3 See Constantin. Porphyrogen. de Thematibus, 1. ii. c. xi. [tom. iii. p. 62, ed. Bonn] in Vit. Basil. c. 55, p. 181.

VOL. VII.

H

"city? Bari is now fallen; Tarentum trembles; Calabria will be delivered; and, if we command the sea, the island of Sicily may be “rescued from the hands of the infidels. My brother" (a name most offensive to the vanity of the Greek), "accelerate your naval suc"cours, respect your allies, and distrust your flatterers." 4

New pro

Greeks in

Italy,

A.D. 890.

These lofty hopes were soon extinguished by the death of Lewis, and the decay of the Carlovingian house; and whoever vince of the might deserve the honour, the Greek emperors, Basil and his son Leo, secured the advantage, of the reduction of Bari. The Italians of Apulia and Calabria were persuaded or compelled to acknowledge their supremacy, and an ideal line from Mount Garganus to the bay of Salerno leaves the far greater part of the kingdom of Naples under the dominion of the Eastern empire. Beyond that line the dukes or republics of Amalfi and Naples, who had never forfeited their voluntary allegiance, rejoiced in the neighbourhood of their lawful sovereign; and Amalfi was enriched by supplying Europe with the produce and manufactures of Asia. But the Lombard princes of Benevento, Salerno, and Capua were reluctantly torn from the communion of the Latin world, and too often violated their oaths of servitude and tribute. The city of Bari rose to dignity and wealth as the metropolis of the new theme or province of Lombardy; the title of patrician, and afterwards the singular name of Catapan, was assigned to the supreme governor; and the policy both of the church and state was modelled in exact subordination to the throne of Constantinople. As long as the sceptre was disputed by the princes of Italy, their efforts were feeble and adverse; and the Greeks resisted or eluded the forces of Germany which descended from the Alps under the Imperial standard of the Othos. The first and greatest of those Saxon princes was compelled to re

7

6

The original epistle of the emperor Lewis II. to the emperor Basil, a curious record of the age, was first published by Baronius (Annal. Eccles. A.D. 871, No. 51-71), from the Vatican MS. of Erchempert, or rather of the anonymous historian of Salerno.

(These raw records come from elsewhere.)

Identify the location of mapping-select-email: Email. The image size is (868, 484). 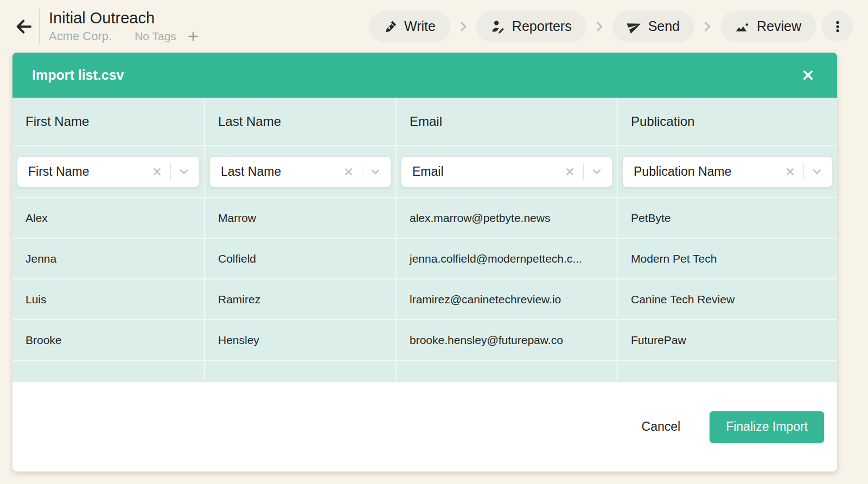
(507, 171).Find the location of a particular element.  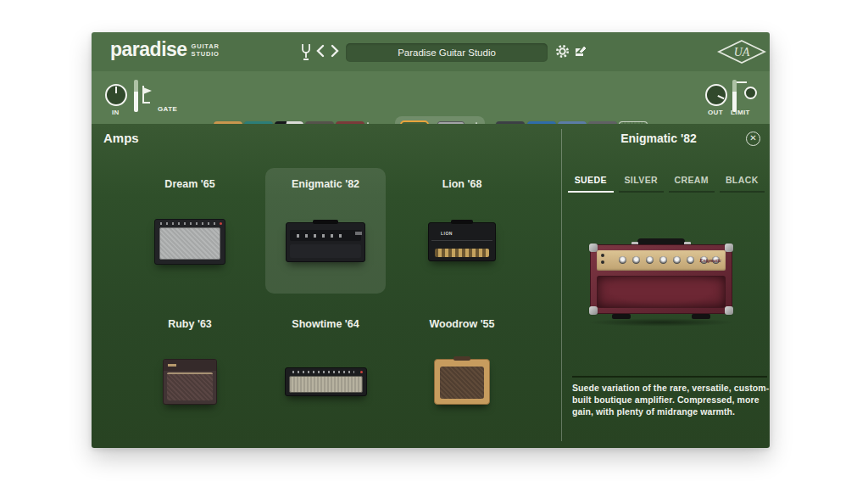

detail-amp-image: Enigmatic is located at coordinates (661, 283).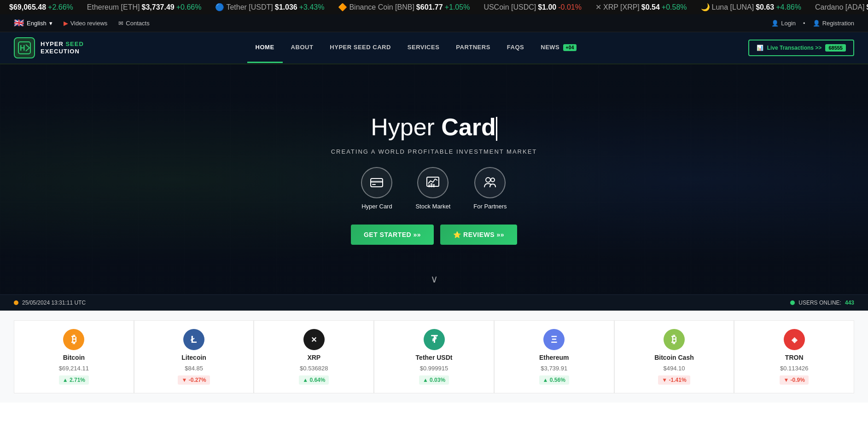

5 See an excellent Dissertation de Republicâ Amalphitanâ, in the Appendix (p. 1-42) of Henry Brenckmann's Historia Pandectarum (Trajecti ad Rhenum, 1722, in 4to.). 6 Your master, says Nicephorus, has given aid and protection principibus Capuano et Beneventano, servis meis, quos oppugnare dispono..... Nova (potius nota) res est quòd eorum patres et avi nostro Imperio tributa dederunt (Liutprand, in Legat. p. 484). Salerno is not mentioned, yet the prince changed his party about the same time, and Camillo Pellegrino (Script. Rer. Ital. tom. ii. pars i. p. 285) has nicely discerned this change in the style of the anonymous Chronicle. On the rational ground of history and language, Liutprand (p. 480) had asserted the Latin claim to Apulia and Calabria.

7 See the Greek and Latin Glossaries of Ducange (Karstava, catapanus), and his notes on the Alexias (p. 275). Against the contemporary notion, which derives it from Karà av, juxta omne, he treats it as a corruption of the Latin capitaneus. Yet M. de St. Marc has accurately observed (Abrégé Chronologique, tom. ii. p. 924) that in this age the capitanei were not captains, but only nobles of the first rank, the great valvassors of Italy.